| Version | Supported |
|---|---|
| 0.x.x | Yes |
As aix is currently in pre-1.0 development, security updates are provided for the latest release only. Once we reach 1.0, we will maintain security support for the current major version and the previous major version.
We take security vulnerabilities seriously. Please report them responsibly.
- Go to the Security Advisories page
- Click "Report a vulnerability"
- Fill out the form with as much detail as possible
This method allows for private discussion and coordinated disclosure.
If you cannot use GitHub Security Advisories, email your report to:
Use the subject line: [SECURITY] aix vulnerability report
Please provide as much of the following as possible:
- Description: Clear explanation of the vulnerability
- Impact: What an attacker could achieve
- Affected versions: Which versions are vulnerable
- Reproduction steps: Detailed steps to reproduce the issue
- Proof of concept: Code or commands that demonstrate the vulnerability
- Suggested fix: If you have recommendations for remediation
| Stage | Timeframe |
|---|---|
| Acknowledgment | Within 48 hours |
| Initial assessment | Within 7 days |
| Target fix for critical issues | Within 30 days |
| Target fix for other issues | Within 90 days |
Timelines may vary based on complexity. We will keep you informed of progress.
We follow coordinated disclosure:
- Private report: You report the vulnerability privately
- Acknowledgment: We confirm receipt and begin investigation
- Fix development: We develop and test a fix
- Release: We release the fix with a security advisory
- Public disclosure: Details are made public after users have had reasonable time to update (typically 30 days post-fix)
We request that you:
- Allow us reasonable time to address the issue before public disclosure
- Avoid exploiting the vulnerability beyond what's necessary for demonstration
- Do not access or modify other users' data
We will:
- Credit you in the security advisory (unless you prefer anonymity)
- Keep you informed throughout the process
- Not take legal action against researchers acting in good faith
aix and the AI assistants it manages store sensitive information (API keys, MCP tokens) in configuration files.
- Restrict File Permissions: Ensure configuration files like
~/.config/aix/config.yamland~/.claude.jsonhave restricted permissions. Runchmod 600 <file>to ensure only your user can read/write them. - Environment Variables: Prefer referencing environment variables (e.g.,
"${GITHUB_TOKEN}") in your MCP configurations instead of hardcoding tokens. - Never Commit Secrets: Be careful not to commit your global or project-level AI configuration files to public repositories.
When using aix repo add, you are downloading and caching instructions and configurations from remote sources.
- Trust but Verify: Only add repositories from sources you trust.
- Audit Skills: Before installing a skill from a community repository, review its
SKILL.mdto ensure it doesn't contain malicious instructions or request excessive tool permissions. - Private Repositories: Use SSH URLs for private repositories to leverage your existing git authentication.
This project uses automated security scanning:
- CodeQL: Static analysis for security vulnerabilities in Go code, runs on every pull request and push to main
- Dependabot: Automated dependency updates to address known vulnerabilities in dependencies
Security scan results are reviewed by maintainers. Critical findings block merges until resolved.
For general security questions (not vulnerability reports), open a GitHub issue.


#### INSTRUCTIONS FOR THE TASK
The entries below contain pictures, which are to be left out; write out exactly, and only, the lines from the line with "Image is 603x868 pixels." up to and including the line with "Image is 980x502 pixels.".

┄┄┄┄┄┄┄┄┄┄┄┄┄┄┄┄┄┄┄┄

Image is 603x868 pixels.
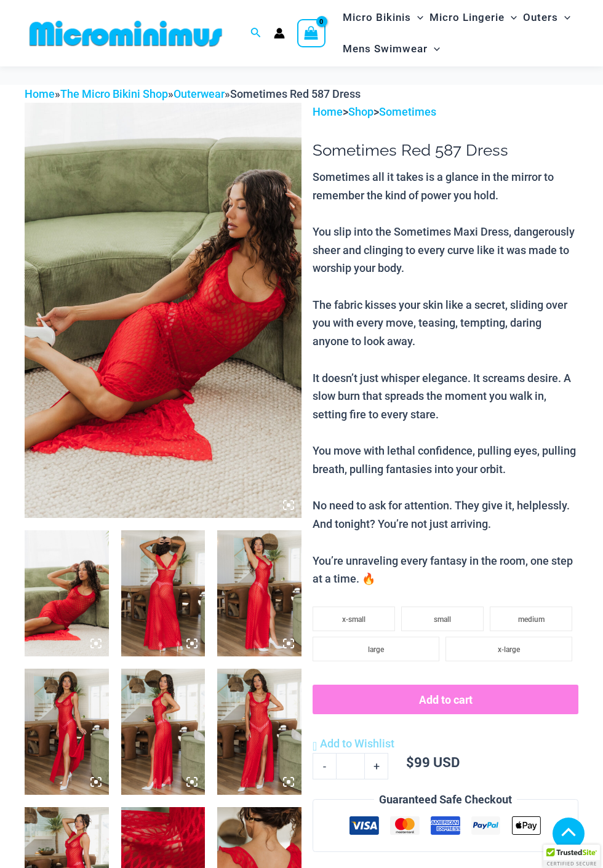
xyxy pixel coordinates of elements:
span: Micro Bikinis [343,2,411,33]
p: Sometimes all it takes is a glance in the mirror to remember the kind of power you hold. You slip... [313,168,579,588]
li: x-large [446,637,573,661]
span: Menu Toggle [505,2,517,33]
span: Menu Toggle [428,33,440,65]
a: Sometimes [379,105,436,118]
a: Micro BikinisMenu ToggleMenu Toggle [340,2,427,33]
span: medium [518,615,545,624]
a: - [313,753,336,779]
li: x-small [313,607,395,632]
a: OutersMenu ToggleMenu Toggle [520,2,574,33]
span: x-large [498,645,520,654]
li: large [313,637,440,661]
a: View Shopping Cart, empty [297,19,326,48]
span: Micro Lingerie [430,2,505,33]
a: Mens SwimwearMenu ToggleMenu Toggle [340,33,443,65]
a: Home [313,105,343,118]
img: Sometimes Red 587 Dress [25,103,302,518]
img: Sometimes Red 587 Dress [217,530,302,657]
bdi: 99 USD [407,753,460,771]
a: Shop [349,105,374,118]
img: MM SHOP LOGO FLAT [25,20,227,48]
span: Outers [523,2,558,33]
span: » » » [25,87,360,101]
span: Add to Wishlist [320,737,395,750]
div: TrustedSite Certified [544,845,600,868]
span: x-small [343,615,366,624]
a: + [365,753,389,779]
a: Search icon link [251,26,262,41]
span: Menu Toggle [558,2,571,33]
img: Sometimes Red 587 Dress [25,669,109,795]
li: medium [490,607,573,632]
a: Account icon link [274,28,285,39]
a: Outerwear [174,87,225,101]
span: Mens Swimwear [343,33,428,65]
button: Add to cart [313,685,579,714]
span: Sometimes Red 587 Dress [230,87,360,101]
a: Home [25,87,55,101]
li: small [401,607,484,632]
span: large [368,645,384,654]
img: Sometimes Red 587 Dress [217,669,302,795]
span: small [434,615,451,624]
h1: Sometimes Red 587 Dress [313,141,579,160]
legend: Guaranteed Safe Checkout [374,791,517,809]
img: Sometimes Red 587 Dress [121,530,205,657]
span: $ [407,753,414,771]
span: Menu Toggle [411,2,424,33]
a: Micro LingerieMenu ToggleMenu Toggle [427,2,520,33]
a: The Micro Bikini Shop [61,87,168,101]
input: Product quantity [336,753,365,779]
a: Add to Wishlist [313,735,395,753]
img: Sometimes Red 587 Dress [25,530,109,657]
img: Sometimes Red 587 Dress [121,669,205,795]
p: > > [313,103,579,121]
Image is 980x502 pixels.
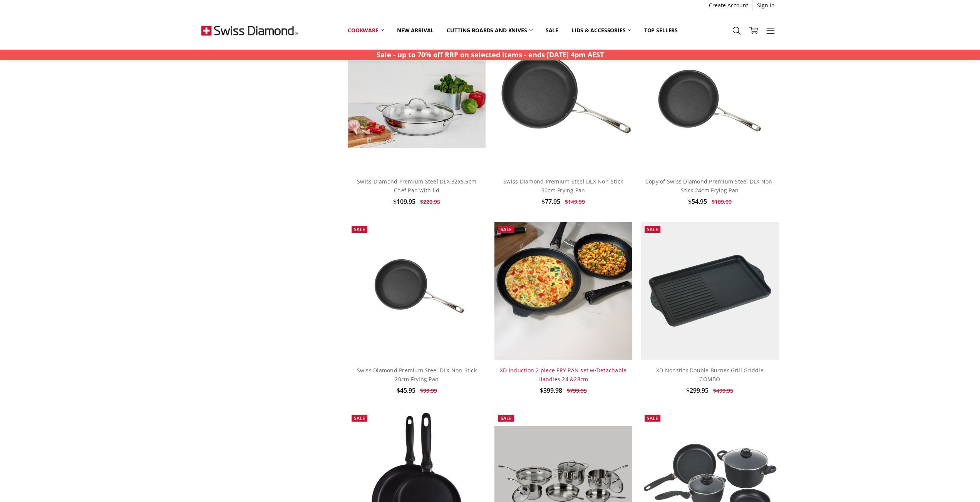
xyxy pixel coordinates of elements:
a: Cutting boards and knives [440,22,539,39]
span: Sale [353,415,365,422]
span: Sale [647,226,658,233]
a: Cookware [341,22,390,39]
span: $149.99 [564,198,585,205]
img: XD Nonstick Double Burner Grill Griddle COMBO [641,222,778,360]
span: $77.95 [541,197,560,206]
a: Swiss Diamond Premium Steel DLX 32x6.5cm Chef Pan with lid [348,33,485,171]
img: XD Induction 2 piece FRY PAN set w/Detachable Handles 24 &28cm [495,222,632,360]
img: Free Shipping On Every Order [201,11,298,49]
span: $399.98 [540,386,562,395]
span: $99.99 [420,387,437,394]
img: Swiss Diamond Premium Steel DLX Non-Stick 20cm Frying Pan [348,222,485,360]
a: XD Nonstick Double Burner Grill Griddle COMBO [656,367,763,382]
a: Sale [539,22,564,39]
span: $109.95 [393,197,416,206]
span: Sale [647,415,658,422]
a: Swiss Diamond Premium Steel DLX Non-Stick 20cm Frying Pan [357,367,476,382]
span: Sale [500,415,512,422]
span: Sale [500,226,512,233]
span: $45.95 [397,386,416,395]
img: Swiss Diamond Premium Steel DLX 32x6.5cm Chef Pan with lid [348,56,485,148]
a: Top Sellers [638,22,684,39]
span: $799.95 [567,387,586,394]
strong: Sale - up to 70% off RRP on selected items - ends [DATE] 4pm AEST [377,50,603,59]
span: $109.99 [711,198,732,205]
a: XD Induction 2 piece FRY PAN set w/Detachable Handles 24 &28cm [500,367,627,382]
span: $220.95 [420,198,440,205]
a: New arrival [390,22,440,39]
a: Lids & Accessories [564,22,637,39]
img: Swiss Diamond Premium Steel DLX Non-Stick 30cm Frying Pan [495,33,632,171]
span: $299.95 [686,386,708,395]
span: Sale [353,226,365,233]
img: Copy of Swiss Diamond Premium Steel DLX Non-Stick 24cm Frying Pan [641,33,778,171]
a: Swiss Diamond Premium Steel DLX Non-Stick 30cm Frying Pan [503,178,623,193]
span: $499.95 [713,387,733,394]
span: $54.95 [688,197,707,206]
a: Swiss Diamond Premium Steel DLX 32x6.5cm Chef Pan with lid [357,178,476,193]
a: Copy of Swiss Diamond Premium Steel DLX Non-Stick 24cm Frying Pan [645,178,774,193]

┄┄┄┄┄┄┄┄┄┄┄┄┄┄┄┄┄┄┄┄

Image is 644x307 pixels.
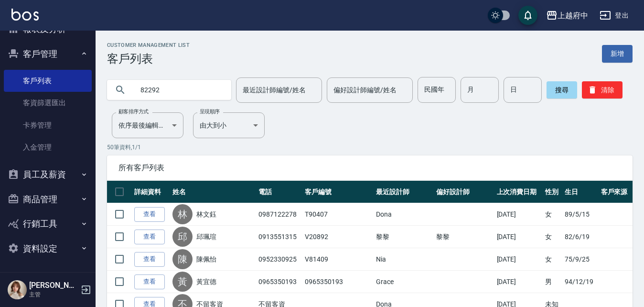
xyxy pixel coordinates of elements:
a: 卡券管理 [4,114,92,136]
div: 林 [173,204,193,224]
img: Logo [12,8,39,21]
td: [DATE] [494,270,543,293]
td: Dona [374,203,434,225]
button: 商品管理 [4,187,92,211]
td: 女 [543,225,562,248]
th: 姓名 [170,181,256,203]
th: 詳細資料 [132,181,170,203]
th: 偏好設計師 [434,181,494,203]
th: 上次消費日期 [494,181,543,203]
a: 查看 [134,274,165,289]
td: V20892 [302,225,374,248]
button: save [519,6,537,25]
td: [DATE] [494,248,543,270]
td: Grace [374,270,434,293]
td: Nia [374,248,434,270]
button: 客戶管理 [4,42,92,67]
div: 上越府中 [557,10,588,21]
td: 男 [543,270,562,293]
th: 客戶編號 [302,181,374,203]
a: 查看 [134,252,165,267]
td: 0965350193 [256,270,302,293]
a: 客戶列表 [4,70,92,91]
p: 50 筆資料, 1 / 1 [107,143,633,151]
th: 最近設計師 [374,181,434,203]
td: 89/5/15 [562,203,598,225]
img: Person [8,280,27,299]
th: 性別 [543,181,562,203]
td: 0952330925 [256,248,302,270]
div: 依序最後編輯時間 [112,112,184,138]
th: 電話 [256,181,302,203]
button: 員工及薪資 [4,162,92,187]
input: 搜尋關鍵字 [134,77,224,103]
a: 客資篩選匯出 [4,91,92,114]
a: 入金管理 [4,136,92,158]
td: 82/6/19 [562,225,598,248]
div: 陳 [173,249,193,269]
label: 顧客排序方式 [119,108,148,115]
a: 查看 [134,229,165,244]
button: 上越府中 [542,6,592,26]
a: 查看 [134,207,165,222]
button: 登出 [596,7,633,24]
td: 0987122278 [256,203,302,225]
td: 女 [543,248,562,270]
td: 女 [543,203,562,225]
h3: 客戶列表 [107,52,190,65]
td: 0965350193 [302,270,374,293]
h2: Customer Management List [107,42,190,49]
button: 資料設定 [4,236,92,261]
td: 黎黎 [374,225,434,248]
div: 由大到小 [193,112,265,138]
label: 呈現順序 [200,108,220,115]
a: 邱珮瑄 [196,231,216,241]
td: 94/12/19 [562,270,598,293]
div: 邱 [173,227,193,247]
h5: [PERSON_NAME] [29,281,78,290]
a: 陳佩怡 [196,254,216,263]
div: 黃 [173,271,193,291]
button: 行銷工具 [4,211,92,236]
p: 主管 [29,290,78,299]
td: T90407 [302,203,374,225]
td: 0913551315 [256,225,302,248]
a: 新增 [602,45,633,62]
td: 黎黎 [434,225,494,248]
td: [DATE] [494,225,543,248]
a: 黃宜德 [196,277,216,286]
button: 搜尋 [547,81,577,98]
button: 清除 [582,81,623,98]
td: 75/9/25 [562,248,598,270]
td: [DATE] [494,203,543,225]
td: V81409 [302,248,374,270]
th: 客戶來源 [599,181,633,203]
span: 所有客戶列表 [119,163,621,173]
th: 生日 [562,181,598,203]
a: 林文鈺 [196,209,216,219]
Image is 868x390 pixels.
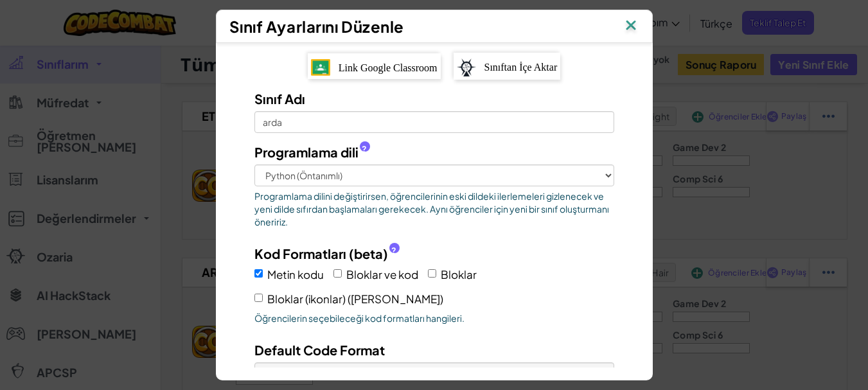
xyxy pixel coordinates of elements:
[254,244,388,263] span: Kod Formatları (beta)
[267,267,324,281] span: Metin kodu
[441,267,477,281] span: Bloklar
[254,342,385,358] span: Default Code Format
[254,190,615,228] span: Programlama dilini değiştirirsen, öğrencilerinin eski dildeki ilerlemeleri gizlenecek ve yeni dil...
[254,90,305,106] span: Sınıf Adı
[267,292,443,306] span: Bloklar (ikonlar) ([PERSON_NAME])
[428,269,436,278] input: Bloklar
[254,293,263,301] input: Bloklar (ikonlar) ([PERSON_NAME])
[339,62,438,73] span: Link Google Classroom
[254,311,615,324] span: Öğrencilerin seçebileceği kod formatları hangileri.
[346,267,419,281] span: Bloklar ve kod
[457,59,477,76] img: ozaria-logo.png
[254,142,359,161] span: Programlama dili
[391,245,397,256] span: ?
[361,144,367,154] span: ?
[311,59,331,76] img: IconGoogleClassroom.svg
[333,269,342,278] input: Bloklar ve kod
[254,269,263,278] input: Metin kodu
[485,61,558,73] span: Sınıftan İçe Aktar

┄┄┄┄┄┄┄┄┄┄┄┄┄┄┄┄┄┄┄┄

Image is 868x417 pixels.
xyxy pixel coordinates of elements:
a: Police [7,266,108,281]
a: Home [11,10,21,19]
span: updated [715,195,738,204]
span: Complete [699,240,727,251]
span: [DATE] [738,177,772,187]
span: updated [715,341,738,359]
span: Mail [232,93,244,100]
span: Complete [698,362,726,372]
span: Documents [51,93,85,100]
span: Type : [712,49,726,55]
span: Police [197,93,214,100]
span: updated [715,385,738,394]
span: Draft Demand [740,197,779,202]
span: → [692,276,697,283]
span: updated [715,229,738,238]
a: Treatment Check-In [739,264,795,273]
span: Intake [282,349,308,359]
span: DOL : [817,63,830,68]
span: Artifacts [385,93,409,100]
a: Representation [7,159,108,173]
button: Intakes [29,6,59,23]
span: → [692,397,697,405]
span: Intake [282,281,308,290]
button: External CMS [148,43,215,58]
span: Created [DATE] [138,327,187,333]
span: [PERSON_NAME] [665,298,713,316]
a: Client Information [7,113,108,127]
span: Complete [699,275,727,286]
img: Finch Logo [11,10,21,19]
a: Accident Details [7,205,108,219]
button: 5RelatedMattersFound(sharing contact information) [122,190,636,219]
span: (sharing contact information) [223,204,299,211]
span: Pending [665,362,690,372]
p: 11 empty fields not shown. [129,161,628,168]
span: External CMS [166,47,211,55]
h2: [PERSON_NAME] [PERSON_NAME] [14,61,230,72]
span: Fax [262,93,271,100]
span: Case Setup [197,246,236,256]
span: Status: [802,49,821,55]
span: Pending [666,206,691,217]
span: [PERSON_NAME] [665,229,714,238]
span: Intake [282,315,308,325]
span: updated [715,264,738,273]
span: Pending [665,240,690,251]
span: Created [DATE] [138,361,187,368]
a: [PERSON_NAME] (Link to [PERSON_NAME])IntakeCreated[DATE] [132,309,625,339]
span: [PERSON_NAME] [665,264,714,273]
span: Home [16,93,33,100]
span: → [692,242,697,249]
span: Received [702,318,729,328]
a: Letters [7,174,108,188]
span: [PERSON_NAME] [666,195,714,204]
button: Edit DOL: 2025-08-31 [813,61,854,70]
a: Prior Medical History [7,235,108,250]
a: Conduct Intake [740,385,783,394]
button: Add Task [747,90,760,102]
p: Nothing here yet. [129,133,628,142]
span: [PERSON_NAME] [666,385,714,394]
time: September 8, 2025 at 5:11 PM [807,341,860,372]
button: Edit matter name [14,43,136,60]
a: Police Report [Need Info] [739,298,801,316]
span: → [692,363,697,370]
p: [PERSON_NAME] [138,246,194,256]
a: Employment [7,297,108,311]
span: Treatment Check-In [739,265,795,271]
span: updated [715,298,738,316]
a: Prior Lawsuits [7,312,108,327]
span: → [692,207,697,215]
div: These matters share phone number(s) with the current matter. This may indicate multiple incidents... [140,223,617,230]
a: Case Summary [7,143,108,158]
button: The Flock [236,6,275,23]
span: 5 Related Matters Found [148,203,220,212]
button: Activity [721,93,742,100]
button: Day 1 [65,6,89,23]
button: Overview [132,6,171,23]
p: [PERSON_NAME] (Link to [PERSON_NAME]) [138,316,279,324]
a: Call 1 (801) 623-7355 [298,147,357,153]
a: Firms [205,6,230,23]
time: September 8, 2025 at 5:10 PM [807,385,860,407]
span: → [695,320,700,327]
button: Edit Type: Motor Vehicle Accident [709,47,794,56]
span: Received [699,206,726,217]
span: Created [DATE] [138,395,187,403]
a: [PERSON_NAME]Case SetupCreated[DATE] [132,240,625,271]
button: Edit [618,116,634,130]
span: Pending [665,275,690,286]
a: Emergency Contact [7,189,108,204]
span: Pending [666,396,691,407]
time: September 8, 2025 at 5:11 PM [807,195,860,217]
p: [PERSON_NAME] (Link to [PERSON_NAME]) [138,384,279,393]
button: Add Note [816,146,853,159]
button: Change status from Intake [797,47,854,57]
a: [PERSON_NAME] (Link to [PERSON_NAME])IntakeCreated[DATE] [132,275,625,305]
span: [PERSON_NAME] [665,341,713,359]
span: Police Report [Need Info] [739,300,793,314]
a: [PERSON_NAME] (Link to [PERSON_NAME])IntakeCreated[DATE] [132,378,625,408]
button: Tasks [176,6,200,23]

┄┄┄┄┄┄┄┄┄┄┄┄┄┄┄┄┄┄┄┄

#### ANSWER AREA
Image is 603x868 pixels.
xyxy pixel coordinates of elements:
span: Micro Bikinis [343,2,411,33]
p: Sometimes all it takes is a glance in the mirror to remember the kind of power you hold. You slip... [313,168,579,588]
li: x-large [446,637,573,661]
span: Menu Toggle [505,2,517,33]
span: Menu Toggle [428,33,440,65]
a: Sometimes [379,105,436,118]
a: Micro BikinisMenu ToggleMenu Toggle [340,2,427,33]
span: medium [518,615,545,624]
a: - [313,753,336,779]
li: x-small [313,607,395,632]
a: OutersMenu ToggleMenu Toggle [520,2,574,33]
span: x-large [498,645,520,654]
li: large [313,637,440,661]
a: View Shopping Cart, empty [297,19,326,48]
span: Micro Lingerie [430,2,505,33]
a: Mens SwimwearMenu ToggleMenu Toggle [340,33,443,65]
a: Home [313,105,343,118]
img: Sometimes Red 587 Dress [25,103,302,518]
img: Sometimes Red 587 Dress [217,530,302,657]
bdi: 99 USD [407,753,460,771]
a: Shop [349,105,374,118]
img: MM SHOP LOGO FLAT [25,20,227,48]
span: Outers [523,2,558,33]
span: » » » [25,87,360,101]
span: Add to Wishlist [320,737,395,750]
div: TrustedSite Certified [544,845,600,868]
span: x-small [343,615,366,624]
a: + [365,753,389,779]
a: Search icon link [251,26,262,41]
span: Menu Toggle [558,2,571,33]
img: Sometimes Red 587 Dress [25,669,109,795]
li: medium [490,607,573,632]
a: Account icon link [274,28,285,39]
a: Outerwear [174,87,225,101]
span: Mens Swimwear [343,33,428,65]
button: Add to cart [313,685,579,714]
span: Sometimes Red 587 Dress [230,87,360,101]
a: Home [25,87,55,101]
li: small [401,607,484,632]
span: large [368,645,384,654]
img: Sometimes Red 587 Dress [217,669,302,795]
span: small [434,615,451,624]
h1: Sometimes Red 587 Dress [313,141,579,160]
legend: Guaranteed Safe Checkout [374,791,517,809]
img: Sometimes Red 587 Dress [121,530,205,657]
span: $ [407,753,414,771]
span: Menu Toggle [411,2,424,33]
a: Micro LingerieMenu ToggleMenu Toggle [427,2,520,33]
a: The Micro Bikini Shop [61,87,168,101]
input: Product quantity [336,753,365,779]
a: Add to Wishlist [313,735,395,753]
img: Sometimes Red 587 Dress [25,530,109,657]
img: Sometimes Red 587 Dress [121,669,205,795]
p: > > [313,103,579,121]
Image is 980x502 pixels.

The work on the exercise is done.